Measuring Our Own Success: Transfer, Learning, and Policy

by Heather McCambly / Jan 12, 2016

I had the great fortune in my time at the Association of American Colleges and Universities to be a part of the Quality Collaboratives, a project spanning nine states and 11 institutional dyads (i.e. partnered two-year and four-year public institutions) to test the Degree Qualification Profile as a framework for the assessment and documentation of student learning outcomes in the context of transfer.

Evaluating the work of these community college and university partners, as well as their state policy context, brought out many important insights about how documented student learning outcomes (rather than credit hours or seat time) could be used to reframe transfer practices and policies in a way better suited to today’s mobile and swirling student populations. The project also revealed the extensive groundwork that must be laid in terms of collaboration across community colleges and four-year partners in order to think systemically about how students’ demonstrations of learning might be used as the currency for more efficient, effective, and equitable transfer policy and practice. Some of these findings are outlined in the recently released report, "The Quality of a College Degree: Toward New Frameworks, Evidence, and Interventions," that I had the pleasure of coauthoring with Debra Humphreys and Judith Ramaley.

We observed that as “the college completion agenda continues to dominate policy discussions, we have arrived at a moment of potential convergence: efficiency, improved completion rates, and higher levels of student achievement do not have to be mutually exclusive goals. All three of these goals are important to the future of postsecondary institutions, and one goal should not be sacrificed for another.” And perhaps most importantly, without crafting policies and measurements that place value and resources behind achieving equity for low-income students, first-generation students, students of color, and other underserved students, we cannot achieve our goals or our purpose in community colleges and public universities to provide pathways to economic opportunity.

But where do we begin to place learning and equity at the center of our extremely complex systems of credentialing and transfer? Tell us—how does student learning fit into your assessments or your transfer pathways? Do you think about student learning as an equity issue?

Heather McCambly leads the Pathways to Results Initiative at the Office of Community College Research and Leadership (OCCRL).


→ **REQUIREMENT**: Repeat all of the records exactly, leaving out the pictures.

━━━ PROVIDED RECORDS

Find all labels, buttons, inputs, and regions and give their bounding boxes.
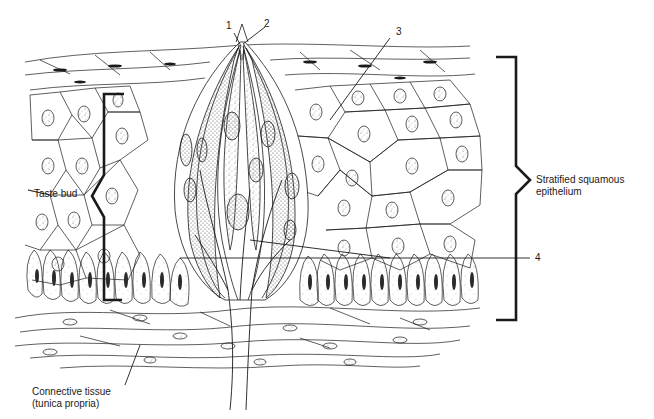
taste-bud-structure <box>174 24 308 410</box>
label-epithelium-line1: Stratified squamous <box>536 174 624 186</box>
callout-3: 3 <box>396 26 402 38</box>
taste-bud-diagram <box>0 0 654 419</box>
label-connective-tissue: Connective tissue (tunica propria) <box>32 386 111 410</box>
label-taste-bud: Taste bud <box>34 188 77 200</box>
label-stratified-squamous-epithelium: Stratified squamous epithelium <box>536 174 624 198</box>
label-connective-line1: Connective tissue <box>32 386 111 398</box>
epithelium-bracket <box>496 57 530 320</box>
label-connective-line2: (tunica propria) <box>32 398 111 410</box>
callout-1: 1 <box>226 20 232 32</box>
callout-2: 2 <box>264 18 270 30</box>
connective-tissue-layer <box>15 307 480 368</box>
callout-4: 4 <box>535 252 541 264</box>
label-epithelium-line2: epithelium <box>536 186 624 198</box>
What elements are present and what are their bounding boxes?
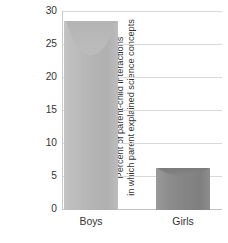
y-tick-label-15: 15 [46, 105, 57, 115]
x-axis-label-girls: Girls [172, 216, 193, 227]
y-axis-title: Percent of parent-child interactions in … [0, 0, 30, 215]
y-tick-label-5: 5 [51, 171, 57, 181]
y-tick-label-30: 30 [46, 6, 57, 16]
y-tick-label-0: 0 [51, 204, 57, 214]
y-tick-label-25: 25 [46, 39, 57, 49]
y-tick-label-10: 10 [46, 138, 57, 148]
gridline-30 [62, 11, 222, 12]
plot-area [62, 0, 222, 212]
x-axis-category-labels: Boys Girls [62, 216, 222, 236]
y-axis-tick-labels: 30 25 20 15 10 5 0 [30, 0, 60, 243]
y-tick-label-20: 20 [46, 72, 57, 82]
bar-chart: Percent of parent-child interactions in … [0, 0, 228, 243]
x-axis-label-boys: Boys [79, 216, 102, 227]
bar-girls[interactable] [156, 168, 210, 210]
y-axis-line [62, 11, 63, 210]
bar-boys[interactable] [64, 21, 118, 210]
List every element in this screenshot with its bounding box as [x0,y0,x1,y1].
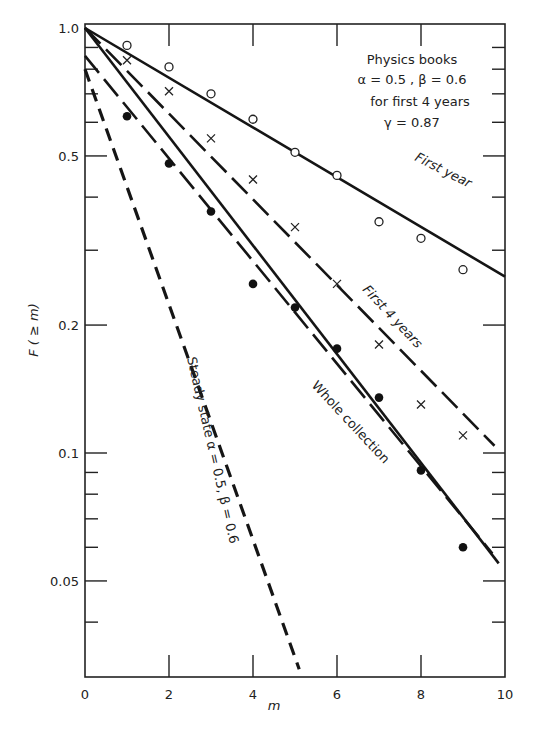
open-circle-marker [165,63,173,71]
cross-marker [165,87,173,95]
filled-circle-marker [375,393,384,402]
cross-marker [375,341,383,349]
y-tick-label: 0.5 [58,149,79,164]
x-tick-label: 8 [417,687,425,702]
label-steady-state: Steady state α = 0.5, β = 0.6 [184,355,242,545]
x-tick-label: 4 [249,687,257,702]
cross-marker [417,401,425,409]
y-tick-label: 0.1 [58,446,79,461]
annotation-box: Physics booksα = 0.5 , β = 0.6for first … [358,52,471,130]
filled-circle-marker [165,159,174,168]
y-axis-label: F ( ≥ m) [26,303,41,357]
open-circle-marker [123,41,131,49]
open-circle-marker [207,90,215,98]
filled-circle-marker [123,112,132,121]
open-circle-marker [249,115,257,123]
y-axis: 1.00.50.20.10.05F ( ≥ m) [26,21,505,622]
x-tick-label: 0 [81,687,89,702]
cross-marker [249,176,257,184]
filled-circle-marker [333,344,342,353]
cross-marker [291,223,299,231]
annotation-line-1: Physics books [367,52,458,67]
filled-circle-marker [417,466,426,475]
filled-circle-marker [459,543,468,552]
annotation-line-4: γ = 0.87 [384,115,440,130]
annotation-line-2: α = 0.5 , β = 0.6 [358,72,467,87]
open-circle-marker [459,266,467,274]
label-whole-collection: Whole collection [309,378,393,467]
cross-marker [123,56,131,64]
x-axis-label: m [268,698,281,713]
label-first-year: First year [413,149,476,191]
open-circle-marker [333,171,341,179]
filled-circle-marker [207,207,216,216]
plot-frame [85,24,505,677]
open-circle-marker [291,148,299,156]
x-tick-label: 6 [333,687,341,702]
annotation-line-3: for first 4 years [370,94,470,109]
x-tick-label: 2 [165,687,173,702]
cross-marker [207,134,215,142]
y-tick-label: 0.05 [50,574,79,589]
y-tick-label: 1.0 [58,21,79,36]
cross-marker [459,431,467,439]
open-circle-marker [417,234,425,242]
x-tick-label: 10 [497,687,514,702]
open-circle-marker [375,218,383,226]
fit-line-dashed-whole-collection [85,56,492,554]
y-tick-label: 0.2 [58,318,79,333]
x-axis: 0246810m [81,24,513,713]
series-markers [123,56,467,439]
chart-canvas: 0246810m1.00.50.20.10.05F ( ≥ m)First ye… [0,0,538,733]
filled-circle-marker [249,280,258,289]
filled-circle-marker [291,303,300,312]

━━━━━━

→ **RESULT FOR THIS EXERCISE**:
Find all labels, buttons, inputs, and regions and give their bounding boxes.
taste-bud-structure <box>174 24 308 410</box>
label-epithelium-line1: Stratified squamous <box>536 174 624 186</box>
callout-3: 3 <box>396 26 402 38</box>
taste-bud-diagram <box>0 0 654 419</box>
label-connective-tissue: Connective tissue (tunica propria) <box>32 386 111 410</box>
label-taste-bud: Taste bud <box>34 188 77 200</box>
label-stratified-squamous-epithelium: Stratified squamous epithelium <box>536 174 624 198</box>
label-connective-line1: Connective tissue <box>32 386 111 398</box>
epithelium-bracket <box>496 57 530 320</box>
label-connective-line2: (tunica propria) <box>32 398 111 410</box>
callout-1: 1 <box>226 20 232 32</box>
callout-2: 2 <box>264 18 270 30</box>
connective-tissue-layer <box>15 307 480 368</box>
callout-4: 4 <box>535 252 541 264</box>
label-epithelium-line2: epithelium <box>536 186 624 198</box>
What elements are present and what are their bounding boxes?
y-tick-label-15: 15 [46, 105, 57, 115]
x-axis-label-girls: Girls [172, 216, 193, 227]
y-axis-title: Percent of parent-child interactions in … [0, 0, 30, 215]
y-tick-label-5: 5 [51, 171, 57, 181]
y-tick-label-30: 30 [46, 6, 57, 16]
y-tick-label-0: 0 [51, 204, 57, 214]
y-tick-label-25: 25 [46, 39, 57, 49]
y-tick-label-10: 10 [46, 138, 57, 148]
gridline-30 [62, 11, 222, 12]
plot-area [62, 0, 222, 212]
x-axis-category-labels: Boys Girls [62, 216, 222, 236]
y-axis-tick-labels: 30 25 20 15 10 5 0 [30, 0, 60, 243]
y-tick-label-20: 20 [46, 72, 57, 82]
bar-chart: Percent of parent-child interactions in … [0, 0, 228, 243]
x-axis-label-boys: Boys [79, 216, 102, 227]
bar-girls[interactable] [156, 168, 210, 210]
y-axis-line [62, 11, 63, 210]
bar-boys[interactable] [64, 21, 118, 210]
List every element in this screenshot with its bounding box as [x0,y0,x1,y1].
open-circle-marker [165,63,173,71]
cross-marker [165,87,173,95]
filled-circle-marker [375,393,384,402]
cross-marker [375,341,383,349]
y-tick-label: 0.5 [58,149,79,164]
x-tick-label: 8 [417,687,425,702]
label-steady-state: Steady state α = 0.5, β = 0.6 [184,355,242,545]
x-tick-label: 4 [249,687,257,702]
cross-marker [417,401,425,409]
y-tick-label: 0.1 [58,446,79,461]
annotation-box: Physics booksα = 0.5 , β = 0.6for first … [358,52,471,130]
filled-circle-marker [165,159,174,168]
y-axis-label: F ( ≥ m) [26,303,41,357]
open-circle-marker [123,41,131,49]
open-circle-marker [207,90,215,98]
filled-circle-marker [123,112,132,121]
open-circle-marker [249,115,257,123]
y-axis: 1.00.50.20.10.05F ( ≥ m) [26,21,505,622]
x-tick-label: 0 [81,687,89,702]
cross-marker [249,176,257,184]
filled-circle-marker [333,344,342,353]
cross-marker [291,223,299,231]
annotation-line-1: Physics books [367,52,458,67]
filled-circle-marker [417,466,426,475]
filled-circle-marker [459,543,468,552]
annotation-line-4: γ = 0.87 [384,115,440,130]
annotation-line-2: α = 0.5 , β = 0.6 [358,72,467,87]
open-circle-marker [459,266,467,274]
label-whole-collection: Whole collection [309,378,393,467]
cross-marker [123,56,131,64]
x-axis-label: m [268,698,281,713]
label-first-year: First year [413,149,476,191]
open-circle-marker [333,171,341,179]
filled-circle-marker [207,207,216,216]
plot-frame [85,24,505,677]
open-circle-marker [291,148,299,156]
x-tick-label: 6 [333,687,341,702]
annotation-line-3: for first 4 years [370,94,470,109]
x-tick-label: 2 [165,687,173,702]
cross-marker [207,134,215,142]
y-tick-label: 0.05 [50,574,79,589]
y-tick-label: 1.0 [58,21,79,36]
cross-marker [459,431,467,439]
open-circle-marker [417,234,425,242]
x-tick-label: 10 [497,687,514,702]
open-circle-marker [375,218,383,226]
fit-line-dashed-whole-collection [85,56,492,554]
y-tick-label: 0.2 [58,318,79,333]
x-axis: 0246810m [81,24,513,713]
series-markers [123,56,467,439]
chart-canvas: 0246810m1.00.50.20.10.05F ( ≥ m)First ye… [0,0,538,733]
filled-circle-marker [249,280,258,289]
filled-circle-marker [291,303,300,312]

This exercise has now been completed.